13 Comments Leave one →
  1. Slight correction:

    “The settings in the bottom half are *import* for …”

    I guess you meant “important”.

    Thanks for the excellent tutorial!

  2. If you want to connect filled zones on both sides of a 2 layer board together, take a look at https://bugs.launchpad.net/kicad/+bug/999057/comments/4

    It’s a hack but it’s the cleanest way of doing this as of now.

  3. László, thank you very much for the comment and the compliments, I have updated fixed the “import” into “important”. Glad you liked the tutorial!

  4. Mansour, that is a very useful link, thanks for sharing!

  5. Dan permalink

    Text “First, select the proper tool from the toolbar on the right side of the screen. Also, ensure that you have selected one of the copper layers (such as “Front” or “F.Cu”).”, would be more helpful if it were written as sequential operations (in this case, “First” is not first); and specify the tool since it can be known in advance:
    “First, ensure that you have selected one of the copper layers (such as “Front” or “F.Cu”). Then, select the “Add Filled Zones” from the toolbar on the right side of the screen.”, etc.

    Also, Text “To add the fill on the other side, the easiest way is to right-click on the board edge,” should read “To add the fill on the other side, the easiest way is to right-click on the EXISTING ZONE edge,”, etc.

    Thanks for this helpful tutorial.

  6. Hi Dan, thanks for the suggested tweaks to the wording to reduce confusion. I have updated the text of this post to improve understanding as you suggested. Thanks again! -Layne

  7. Info permalink

    Delete a filled zone with mouse over one of the edge segments and hit Del.

  8. Giovanni permalink

    Hi Layne,

    Any way to add restrict zones (like in Eagle) to stop kicad from filling certain areas with copper without having a component there?

    Good tutorial!

  9. Hi Giovanni, good question. There is a way to do this. Right-click on the zone outline, then select “Zones” -> “Add Cutout Area”. Now you can use the cursor to define a closed region that will be subtracted from the current zone. You can use this multiple times to create multiple keep-out areas in your fill. Hope that helps!
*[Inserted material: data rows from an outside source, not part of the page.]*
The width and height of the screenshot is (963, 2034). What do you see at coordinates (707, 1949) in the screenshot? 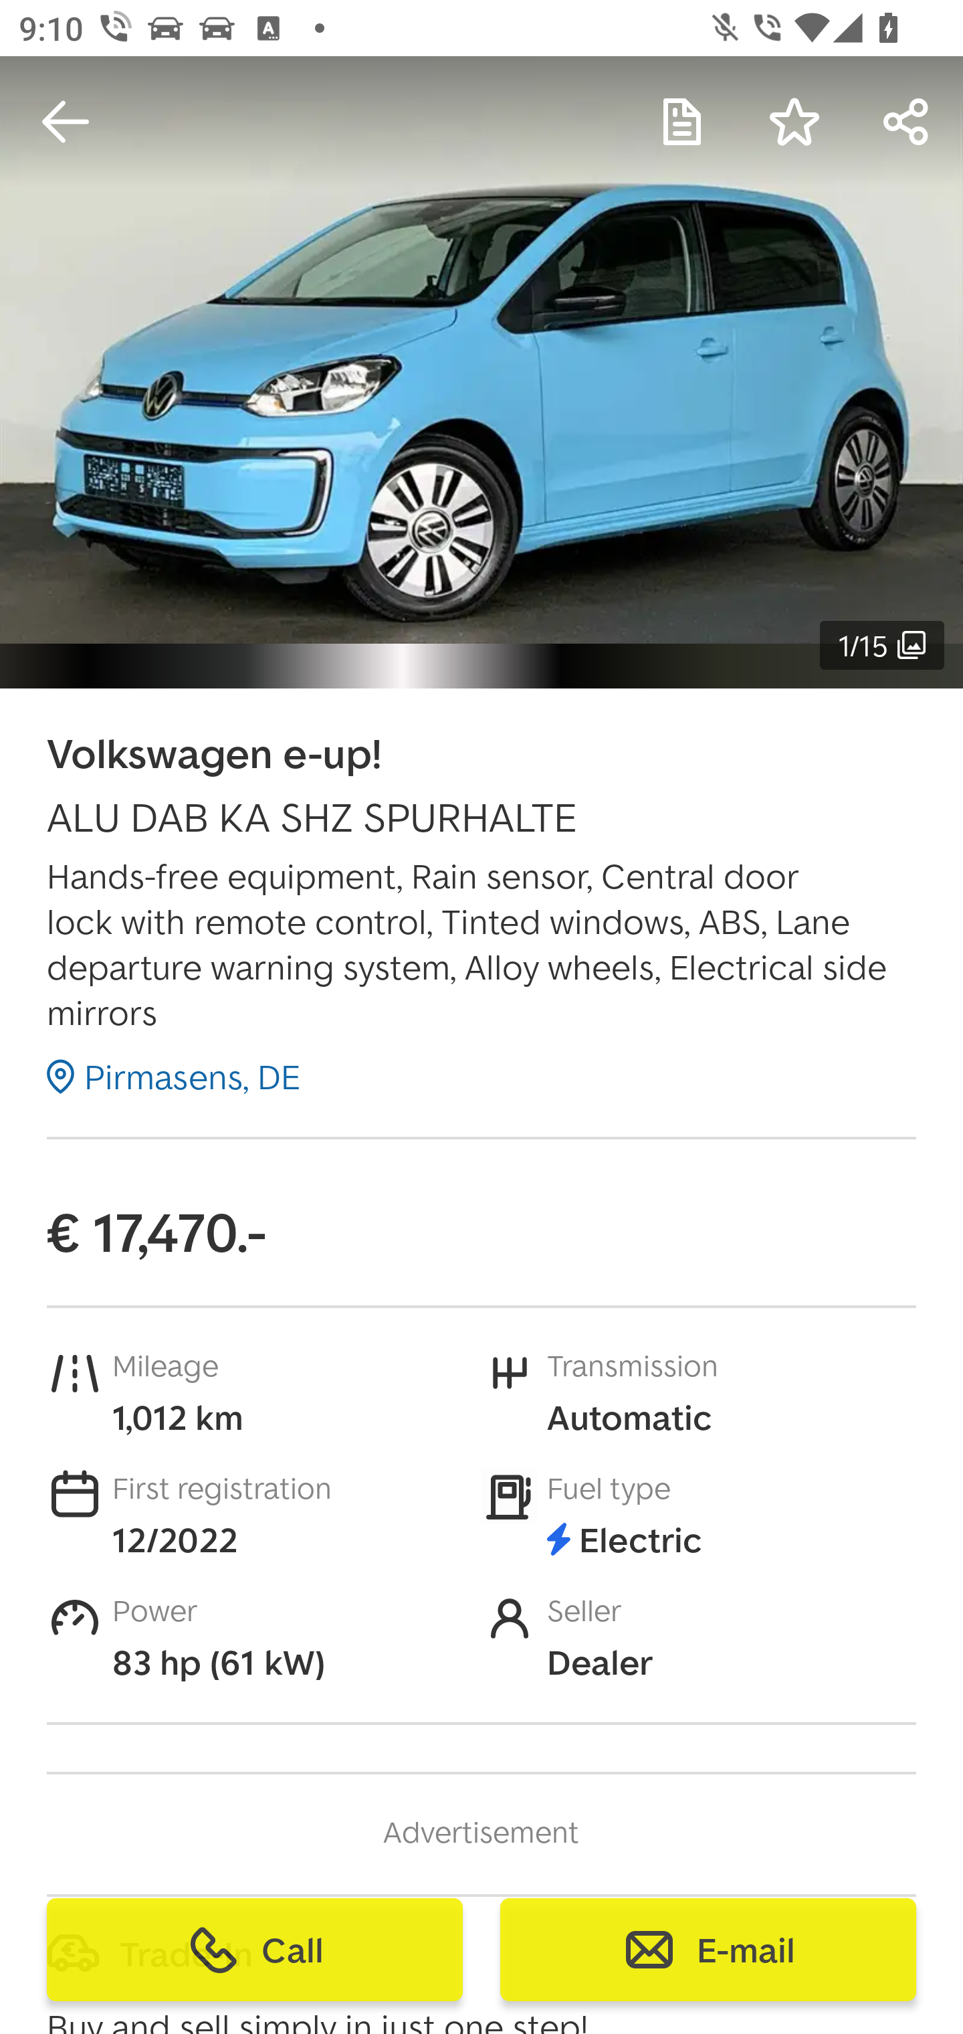
I see `E-mail` at bounding box center [707, 1949].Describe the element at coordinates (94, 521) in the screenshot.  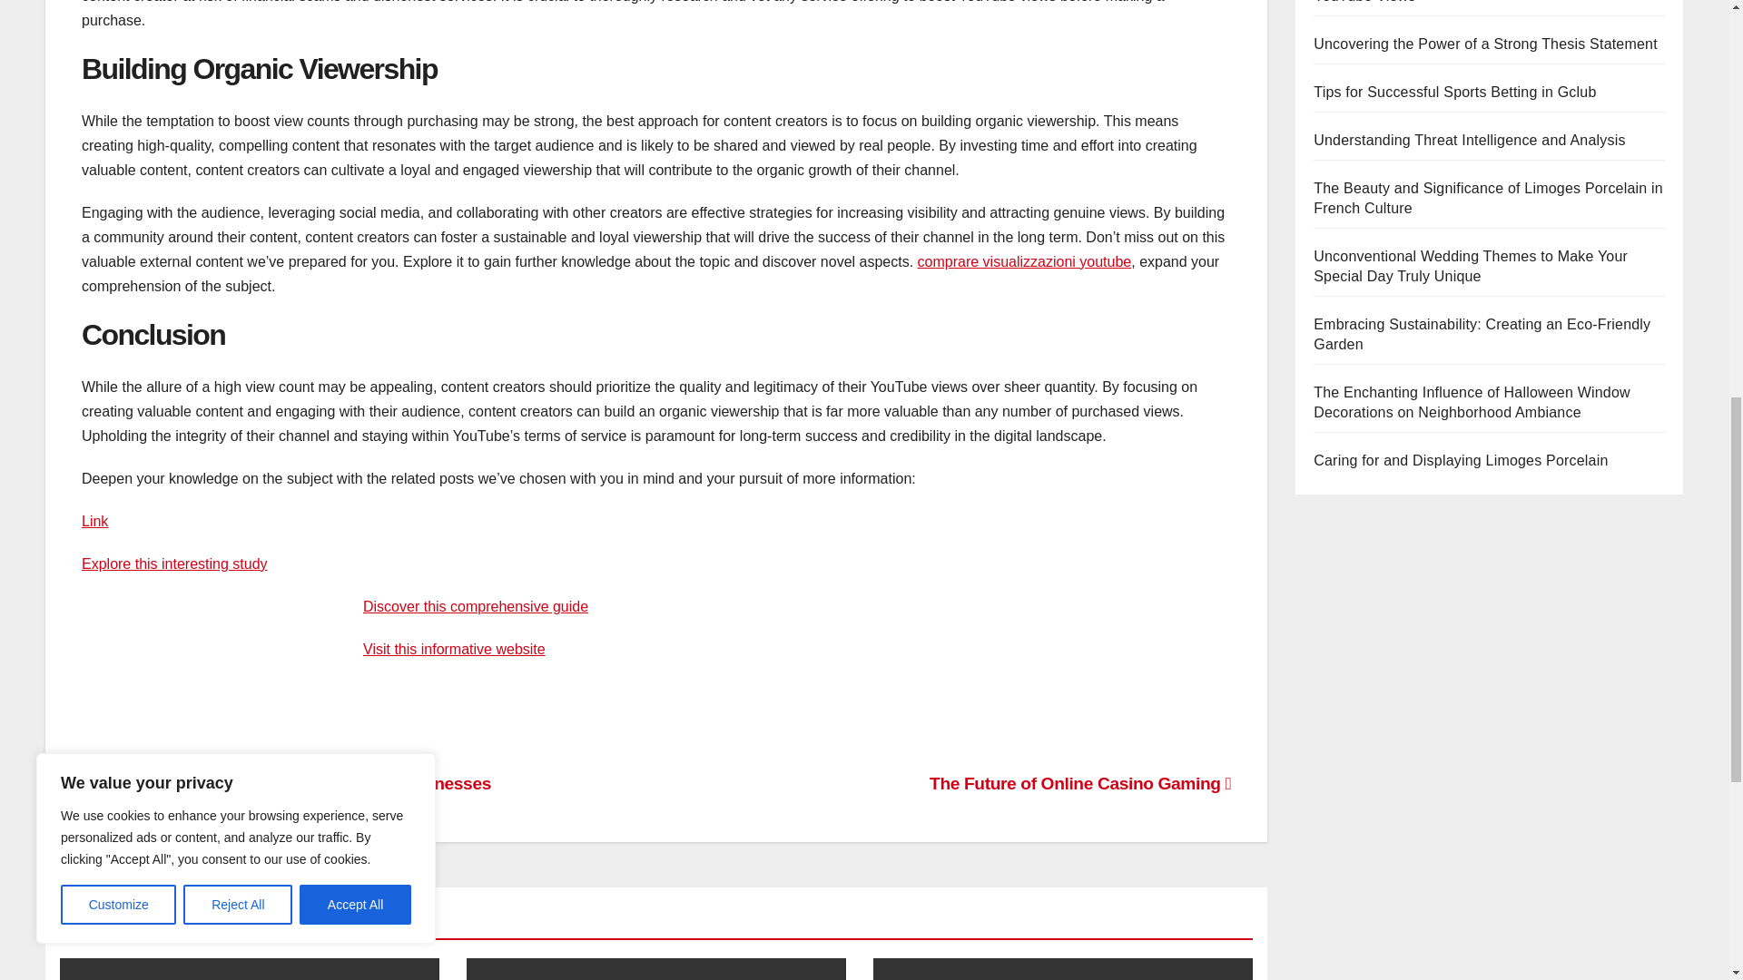
I see `Link` at that location.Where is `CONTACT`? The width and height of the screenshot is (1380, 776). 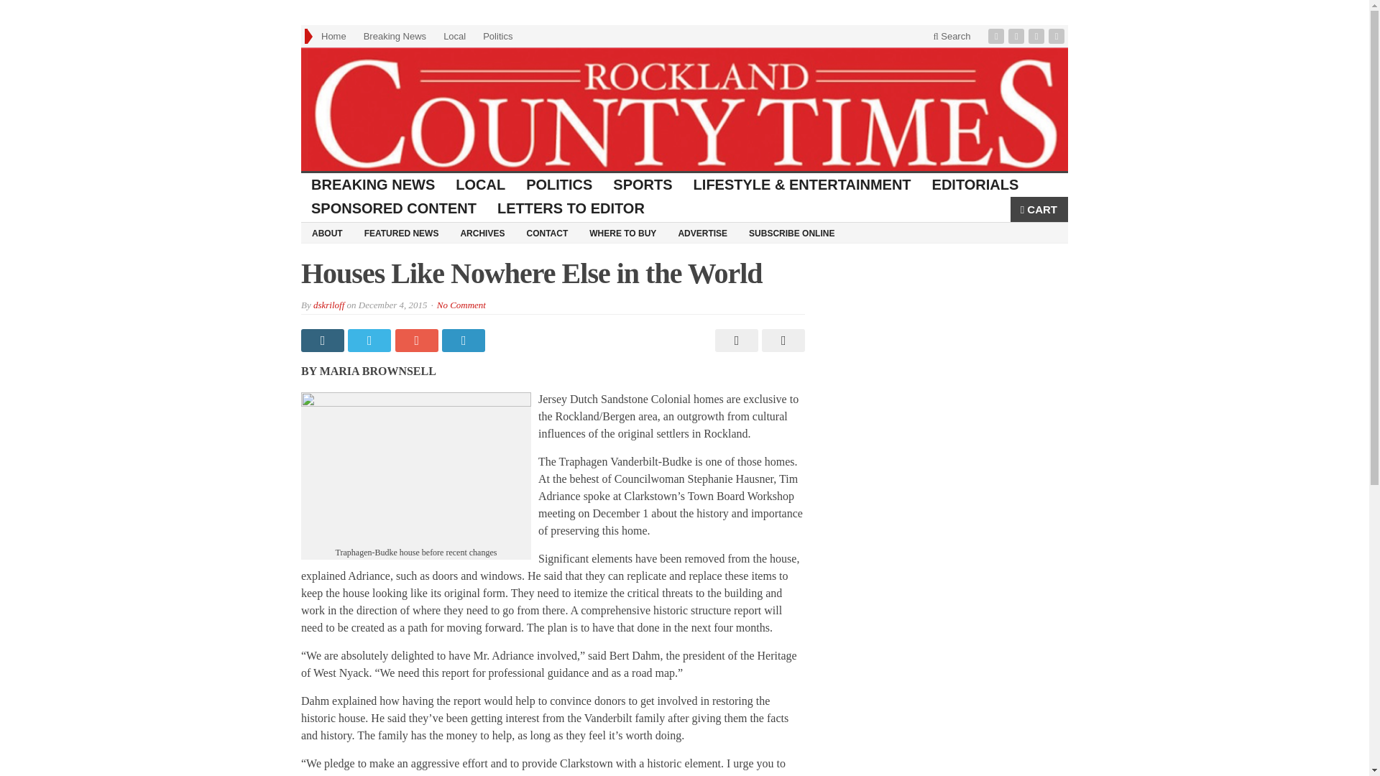 CONTACT is located at coordinates (546, 233). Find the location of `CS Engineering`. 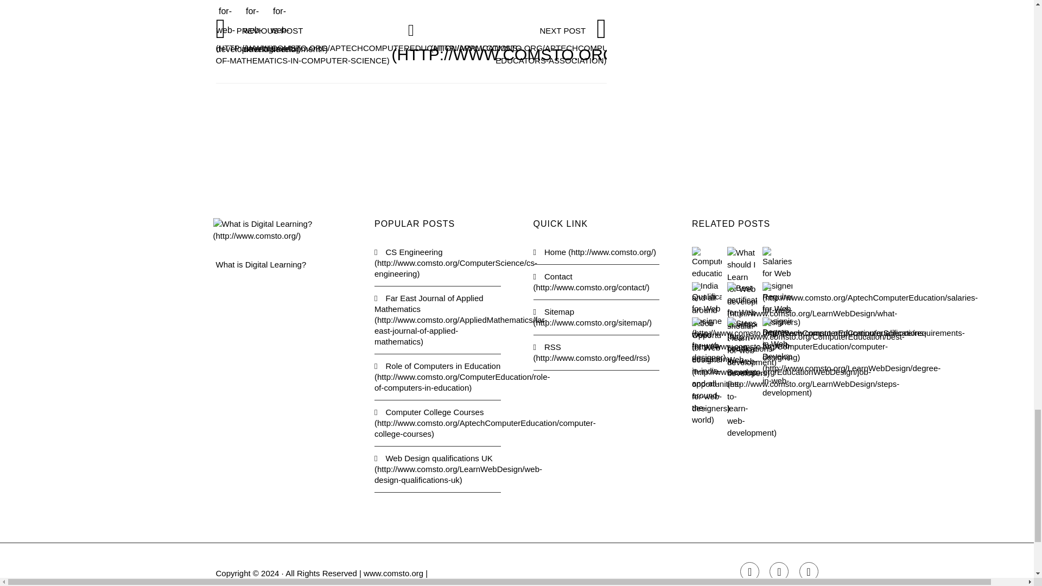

  10. Thank you very much for this! 🙂

  11. there is something seriously overlooked here.
    I have multiple nets as a polygon, then when I make a copper pour, it will run straight into another polygon net.
    this is terrible. can someone explain how this is even possible?

  12. liam permalink

    hey is this like a test pad in the terms of it being exsposed.

  13. admin permalink

    Hi Liam, making a copper fill region will not affect the soldermask that is typically overlaid on top of the copper, so it will not make a test pad. You should probably add a test pad component to your schematic and map it to a simple circle pad footprint, if that’s what you’re trying to do. Good luck!